Ranking
Paper ranking is a way to extract the PC’s preference order for submitted papers. Each PC member ranks the submitted papers, and a voting algorithm, the Schulze method by default, combines these rankings into a global preference order.
HotCRP supports ranking through tags. The chair chooses a tag for ranking—“rank” is a good default—and enters it on the settings page. PC members then rank papers using their private versions of this tag, tagging their first preference with “~rank#1”, their second preference with “~rank#2”, and so forth. To combine PC rankings into a global preference order, the PC chair selects all papers on the search page and chooses Tags > Calculate rank, entering “rank” for the tag. At that point, the global rank can be viewed by searching for “order:rank”.
PC members can enter rankings by reordering rows in a paper list. For example, for rank tag “rank”, PC members should search for “editsort:#~rank”. Ranks can be entered directly in the text fields, or the rows can be dragged into position using the dotted areas on the right-hand side of the list.

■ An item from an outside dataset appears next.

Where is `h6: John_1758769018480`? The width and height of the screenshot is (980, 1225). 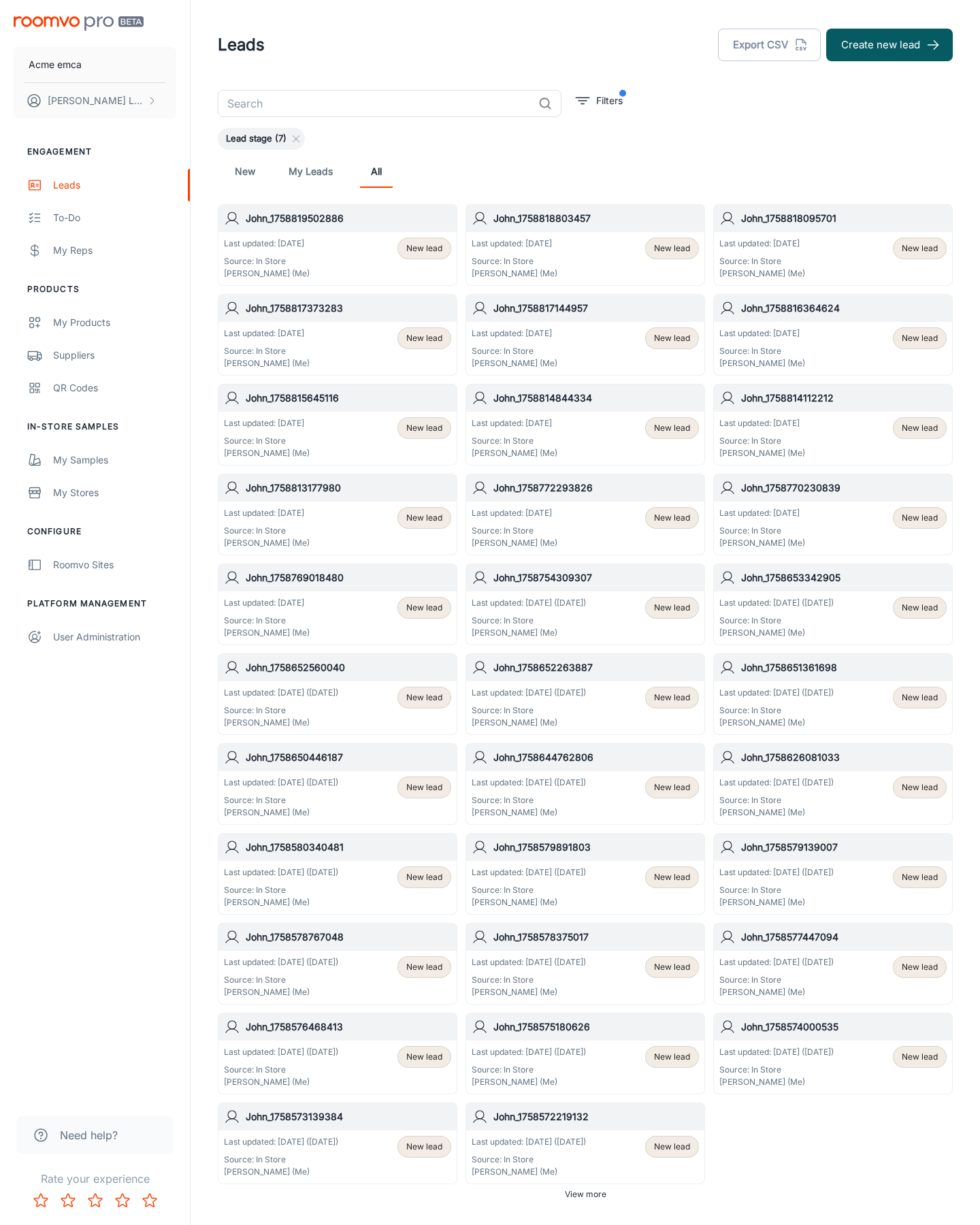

Alternately, PC members can use an offline ranking form. Download a ranking file, rearrange the lines to create a rank, and upload the form again. For example, here is an initial ranking file:
# Edit the rank order by rearranging this file's lines. # The first line has the highest rank. # Lines that start with "#" are ignored. Unranked papers appear at the end # in lines starting with "X", sorted by overall merit. Create a rank by # removing the "X"s and rearranging the lines. A line that starts with "=" # marks a paper with the same rank as the preceding paper. A line that starts # with ">>", ">>>", and so forth indicates a rank gap between the preceding # paper and the current paper. When you are done, upload the file at # http://your.site.here.com/offline Tag: ~rank X 1 Write-Back Caches Considered Harmful X 2 Deconstructing Suffix Trees X 4 Deploying Congestion Control Using Homogeneous Modalities X 5 The Effect of Collaborative Epistemologies on Theory X 6 The Influence of Probabilistic Methodologies on Networking X 8 Rooter: A Methodology for the Typical Unification of Access Points and Redundancy X 10 Decoupling Lambda Calculus from 802.11 Mesh Networks in Moore's Law X 11 Analyzing Scatter/Gather I/O Using Encrypted Epistemologies
The user might edit the file as follows:
8 Rooter: A Methodology for the Typical Unification of Access Points and Redundancy 5 The Effect of Collaborative Epistemologies on Theory = 1 Write-Back Caches Considered Harmful 2 Deconstructing Suffix Trees >> 4 Deploying Congestion Control Using Homogeneous Modalities X 6 The Influence of Probabilistic Methodologies on Networking X 10 Decoupling Lambda Calculus from 802.11 Mesh Networks in Moore's Law X 11 Analyzing Scatter/Gather I/O Using Encrypted Epistemologies
Uploading this file produces the following ranking:
ID | Title | Rank tag |
---|---|---|
#8 | Rooter: A Methodology for the Typical Unification of Access Points and Redundancy | ~rank#1 |
#5 | The Effect of Collaborative Epistemologies on Theory | ~rank#2 |
#1 | Write-Back Caches Considered Harmful | ~rank#2 |
#2 | Deconstructing Suffix Trees | ~rank#3 |
#4 | Deploying Congestion Control Using Homogeneous Modalities | ~rank#5 |
Since #6, #10, and #11 still had X prefixes, they were not assigned a rank. Searching for “order:~rank” returns the user’s personal ranking; administrators can search for “order:pcname~rank” to see a PC member’s ranking. Once a global ranking is assigned, “order:rank” will show it.